Today is Father's Day. The idea for a day to thank and celebrate fathers came from a woman named Sonora Smart Dodd in 1909, after she listened to a Mother's Day sermon. She had been raised by her father, Henry Jackson Smart and wondered why there wasn't an official day when she could let him know how grateful she was to him. She held the first Father's Day celebration in Spokane, Washington on June 19, 1910. In 1924 President Calvin Coolidge made it an official holiday, proclaiming the third Sunday in June as Father's Day. J. August Strindberg said, "That is the thankless position of the father in the family-the provider for all, and the enemy of all." Bertrand Russell said, "The fundamental defect with fathers is that they want their children to be a credit to them." Oscar Wilde said, "Fathers should neither be seen nor heard. That is the only proper basis for family life."

It's the birthday of science writer Dava Sobel, born in New York City in 1947. Her mother was trained as a chemist and her father was a doctor. She was inspired by Carl Sagan to start writing about science for non-scientific people, and got a job writing about psychology and psychiatry for the New York Times. In 1996, she wrote Longitude, which tells how the 18th century scientist and clockmaker William Harrison solved the problem of determining east-west location at sea. Without longitude, many ships traveled so far off course that sailors would starve or die of scurvy before they reached land. Sobel's latest book is Galileo's Daughter, published in 2000, based on 124 letters from the hand of the daughter of the great Italian astronomer.

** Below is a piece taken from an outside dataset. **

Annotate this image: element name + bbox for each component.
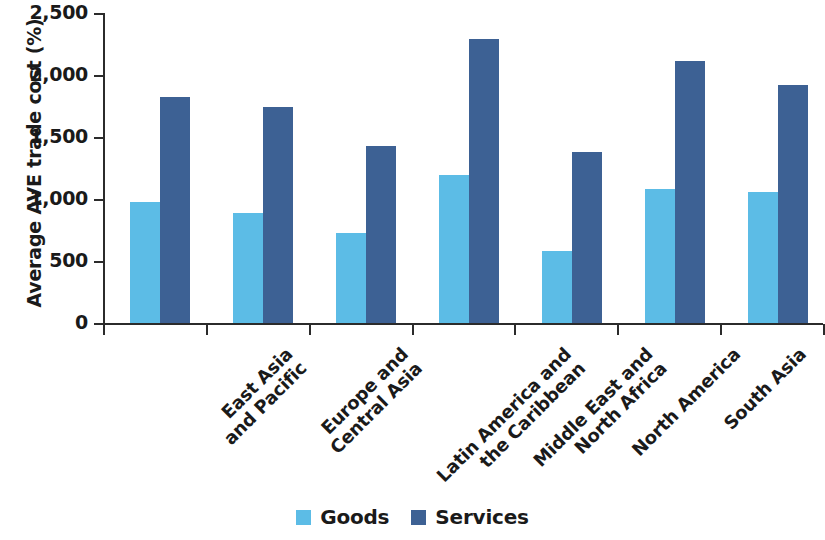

It's the birthday of American poet Amy Clampitt, born on a farm in New Providence, Iowa in 1920. She wrote poetry in high school but had quit by the time she graduated from Grinnell College. She moved to New York City, where she worked as a secretary, a reference librarian at the Audubon Society, and a freelance editor. She began writing poetry again in the 1960s, and finally published her first collection, The Kingfisher in 1983, when she was 63 years old. She published five more celebrated books in the next twelve years.

It's the birthday of English children's author Reverend Wilbert Vere Awdry, born in Romsey, Hampshire in 1911, remembered for writing stories about Thomas the Tank Engine and his locomotive friends. His father was a clergyman who loved trains and used to tell him stories of railway engines. He wrote 26 books on his own and collaborated with his son Christopher on 40 more.

It's the birthday of psychologist Erik Erikson, born in Frankfurt, Germany in 1902. He argued that the human life cycle could be understood as a series of developmental stages, and coined the term "identity crisis."

It's the birthday of Japanese poet Kobayashi Issa, born in Kashiwabara, Japan in 1763. He wrote over 20,000 haiku that celebrate the small wonders of life, and wrote under the pen name "Issa," which means "Cup-of-Tea."